As unbelievable as it is to me sometimes, I have a daughter who is now a high school senior, and our lives over the last couple of months have been filled with college catalogs and financial aid forms.

Back during Christmas break, Alice and I took the first of a couple of trips to visit some colleges. On that trip, we went up to Bellingham, a town that I had never been to before, to wander around the campus of Western Washington Univeristy, which had a promising looking theater program. This was the first campus we visited, and we just wandered around on our own, rather than getting a guided tour, but what we saw looked pretty nice. The theater infrastructure was impressive, and so was the huge library.


Alice in the Library at WWU

On the way back south, we stopped and got a guided tour of University of Puget Sound in Tacoma and Alice had her first of several admissions interviews. UPS has a beautiful campus, and the adjective “bricky” got its first use by us. “Bricky” would come to be a theme of our college tours.

Last week, Alice cut school for a couple of days, and we went on a little longer trip. We started out with a guided tour and interview at Lewis and Clark College in Portland, another beautiful, very “bricky” campus, with a nice looking theater and a fantastic looking study abroad program. The admissions building at L&C is an old mansion previously owned by Lloyd Frank, as in Meier and Frank department stores.

For some reason, even though I had a camera in my pocket on all of these tours, I usually seemed to forget to get any pictures. Too bad in the case of L&C, as there were some great photo opportunities there.

After our morning appointment in Portland, we hopped in the car and drove east to Walla Walla to visit the Whitman College campus.

We are pretty serious coastal people, I and my family, and to cross the Cascades, or even to travel very far east of I-5 is kind of a big deal. We tend to get all nervous and unsettled when we suddenly find ourselves in dry grass and brush lands, with few trees and little rain.

But Whitman came highly recommended, and I’ve been feeling like I really should learn to broaden my own personal horizons as long as I’m advising my kids to do the same, so off we went, into the eastern side of the state, where there might as well “be dragons”.


Horseshoe Falls, Columbia River Gorge

We went out east on I-84, through the Columbia River Gorge, and stopped along the way to look at some amazing waterfalls, and the snow and ice that was everywhere.

There were also huge windmills, stretching for miles along the hillsides in SE Washington. I’ve been watching the parts and pieces of these travel past Skamokawa on ships for years, but I’ve only seen them in place a couple of times, and never in such great quantity.


Windmills

We stayed the night at the La Quinta Inn in Walla Walla, the site of part of Mike Birbiglia’s great Moth Podcast story “Sleepwalk with Me”, which was also featured on This American Life. If you haven’t listened to the Moth before, you should. I could not resist the opportunity to stay there, in spite of the fact that there is absolutely nothing special about a La Quinta Inn.

Alice was pretty eager to establish whether or not she could live in such a town, so far from the coast, so we went out walking around that evening, looking at downtown and looking for something to eat. We finally found Phosho, which had delicious pho, and some pretty excellent sake, too.


sake and coconut juice

Next morning we headed over to the campus, where Alice had yet another interview, and then we got a guided tour for just the two of us, led by a Whitman student who was also a theater major. So far, out of the ones that we’ve visited, Whitman is the one that struck me as maybe the most likely good fit, in spite of its great distance from the Pacific Ocean. We’ll go back in March for another visit and a scholarship interview.

On the way home, I decided to go a different route, and we went up through Yakima and over White Pass, a road I had not been on since I was Alice’s age, on a high school field trip. Six hours later, we were back in Skamokawa, where it was pouring rain and all the coastal streams and rivers were approaching flood stage.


= Task brief =
I'd like the entries that follow repeated exactly, with the pictures left out.
----- Records shown
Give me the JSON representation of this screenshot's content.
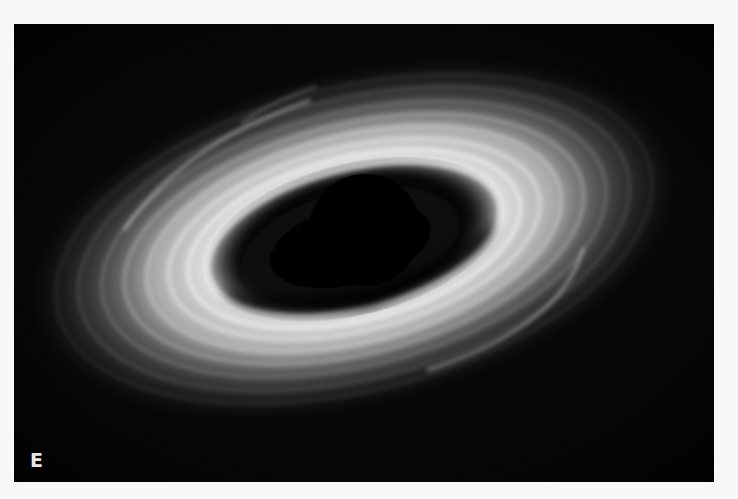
{
  "figure": {
    "panel_label": "E",
    "colors": {
      "background": "#070707",
      "disk_bright": "#f2f2f2",
      "disk_mid": "#9a9a9a",
      "hole": "#000000",
      "page": "#f7f7f7"
    }
  }
}
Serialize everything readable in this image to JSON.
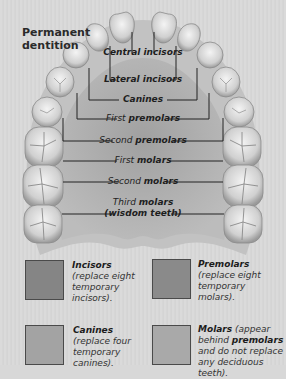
{
  "title": {
    "line1": "Permanent",
    "line2": "dentition"
  },
  "colors": {
    "background": "#d8d8d8",
    "palate_outer": "#b8b8b8",
    "palate_inner": "#9d9d9d",
    "incisors_swatch": "#858585",
    "premolars_swatch": "#8a8a8a",
    "canines_swatch": "#a3a3a3",
    "molars_swatch": "#a9a9a9",
    "leader_line": "#222222"
  },
  "labels": {
    "central_incisors": "Central incisors",
    "lateral_incisors": "Lateral incisors",
    "canines": "Canines",
    "first_premolars_prefix": "First ",
    "first_premolars_bold": "premolars",
    "second_premolars_prefix": "Second ",
    "second_premolars_bold": "premolars",
    "first_molars_prefix": "First ",
    "first_molars_bold": "molars",
    "second_molars_prefix": "Second ",
    "second_molars_bold": "molars",
    "third_molars_prefix": "Third ",
    "third_molars_bold": "molars",
    "wisdom_teeth": "(wisdom teeth)"
  },
  "legend": [
    {
      "name": "Incisors",
      "line1": "(replace eight",
      "line2": "temporary",
      "line3": "incisors)."
    },
    {
      "name": "Premolars",
      "line1": "(replace eight",
      "line2": "temporary",
      "line3": "molars)."
    },
    {
      "name": "Canines",
      "line1": "(replace four",
      "line2": "temporary",
      "line3": "canines)."
    },
    {
      "name": "Molars",
      "suffix": " (appear",
      "line1_prefix": "behind ",
      "line1_bold": "premolars",
      "line2": "and do not replace",
      "line3": "any deciduous teeth)."
    }
  ]
}
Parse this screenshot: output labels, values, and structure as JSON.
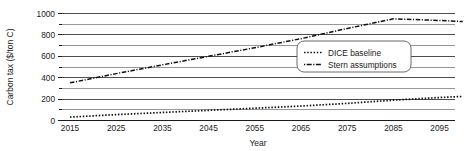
{
  "chart_data": {
    "type": "line",
    "title": "",
    "xlabel": "Year",
    "ylabel": "Carbon tax ($/ton C)",
    "xlim": [
      2015,
      2100
    ],
    "ylim": [
      0,
      1000
    ],
    "grid": true,
    "grid_interval": 100,
    "legend_position": "center-right",
    "xticks": [
      2015,
      2025,
      2035,
      2045,
      2055,
      2065,
      2075,
      2085,
      2095
    ],
    "xtick_labels": [
      "2015",
      "2025",
      "2035",
      "2045",
      "2055",
      "2065",
      "2075",
      "2085",
      "2095"
    ],
    "yticks": [
      0,
      200,
      400,
      600,
      800,
      1000
    ],
    "ytick_labels": [
      "0",
      "200",
      "400",
      "600",
      "800",
      "1000"
    ],
    "x": [
      2015,
      2025,
      2035,
      2045,
      2055,
      2065,
      2075,
      2085,
      2095,
      2100
    ],
    "series": [
      {
        "name": "DICE baseline",
        "style": "dotted",
        "color": "#111111",
        "values": [
          32,
          55,
          75,
          95,
          115,
          135,
          160,
          190,
          215,
          225
        ]
      },
      {
        "name": "Stern assumptions",
        "style": "dash-dot",
        "color": "#111111",
        "values": [
          352,
          438,
          520,
          600,
          680,
          765,
          860,
          950,
          935,
          925
        ]
      }
    ]
  },
  "legend": {
    "entries": [
      {
        "label": "DICE baseline",
        "marker": "dotted-line"
      },
      {
        "label": "Stern assumptions",
        "marker": "dash-dot-line"
      }
    ]
  },
  "axes": {
    "y_title": "Carbon tax ($/ton C)",
    "x_title": "Year"
  }
}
----------
= Result of the exercise =
Give me the JSON representation of this screenshot's content.
{
  "figure": {
    "panel_label": "E",
    "colors": {
      "background": "#070707",
      "disk_bright": "#f2f2f2",
      "disk_mid": "#9a9a9a",
      "hole": "#000000",
      "page": "#f7f7f7"
    }
  }
}
Serialize everything readable in this image to JSON.
{
  "title": {
    "line1": "Permanent",
    "line2": "dentition"
  },
  "colors": {
    "background": "#d8d8d8",
    "palate_outer": "#b8b8b8",
    "palate_inner": "#9d9d9d",
    "incisors_swatch": "#858585",
    "premolars_swatch": "#8a8a8a",
    "canines_swatch": "#a3a3a3",
    "molars_swatch": "#a9a9a9",
    "leader_line": "#222222"
  },
  "labels": {
    "central_incisors": "Central incisors",
    "lateral_incisors": "Lateral incisors",
    "canines": "Canines",
    "first_premolars_prefix": "First ",
    "first_premolars_bold": "premolars",
    "second_premolars_prefix": "Second ",
    "second_premolars_bold": "premolars",
    "first_molars_prefix": "First ",
    "first_molars_bold": "molars",
    "second_molars_prefix": "Second ",
    "second_molars_bold": "molars",
    "third_molars_prefix": "Third ",
    "third_molars_bold": "molars",
    "wisdom_teeth": "(wisdom teeth)"
  },
  "legend": [
    {
      "name": "Incisors",
      "line1": "(replace eight",
      "line2": "temporary",
      "line3": "incisors)."
    },
    {
      "name": "Premolars",
      "line1": "(replace eight",
      "line2": "temporary",
      "line3": "molars)."
    },
    {
      "name": "Canines",
      "line1": "(replace four",
      "line2": "temporary",
      "line3": "canines)."
    },
    {
      "name": "Molars",
      "suffix": " (appear",
      "line1_prefix": "behind ",
      "line1_bold": "premolars",
      "line2": "and do not replace",
      "line3": "any deciduous teeth)."
    }
  ]
}
Parse this screenshot: output labels, values, and structure as JSON.
{
  "chart_data": {
    "type": "line",
    "title": "",
    "xlabel": "Year",
    "ylabel": "Carbon tax ($/ton C)",
    "xlim": [
      2015,
      2100
    ],
    "ylim": [
      0,
      1000
    ],
    "grid": true,
    "grid_interval": 100,
    "legend_position": "center-right",
    "xticks": [
      2015,
      2025,
      2035,
      2045,
      2055,
      2065,
      2075,
      2085,
      2095
    ],
    "xtick_labels": [
      "2015",
      "2025",
      "2035",
      "2045",
      "2055",
      "2065",
      "2075",
      "2085",
      "2095"
    ],
    "yticks": [
      0,
      200,
      400,
      600,
      800,
      1000
    ],
    "ytick_labels": [
      "0",
      "200",
      "400",
      "600",
      "800",
      "1000"
    ],
    "x": [
      2015,
      2025,
      2035,
      2045,
      2055,
      2065,
      2075,
      2085,
      2095,
      2100
    ],
    "series": [
      {
        "name": "DICE baseline",
        "style": "dotted",
        "color": "#111111",
        "values": [
          32,
          55,
          75,
          95,
          115,
          135,
          160,
          190,
          215,
          225
        ]
      },
      {
        "name": "Stern assumptions",
        "style": "dash-dot",
        "color": "#111111",
        "values": [
          352,
          438,
          520,
          600,
          680,
          765,
          860,
          950,
          935,
          925
        ]
      }
    ]
  },
  "legend": {
    "entries": [
      {
        "label": "DICE baseline",
        "marker": "dotted-line"
      },
      {
        "label": "Stern assumptions",
        "marker": "dash-dot-line"
      }
    ]
  },
  "axes": {
    "y_title": "Carbon tax ($/ton C)",
    "x_title": "Year"
  }
}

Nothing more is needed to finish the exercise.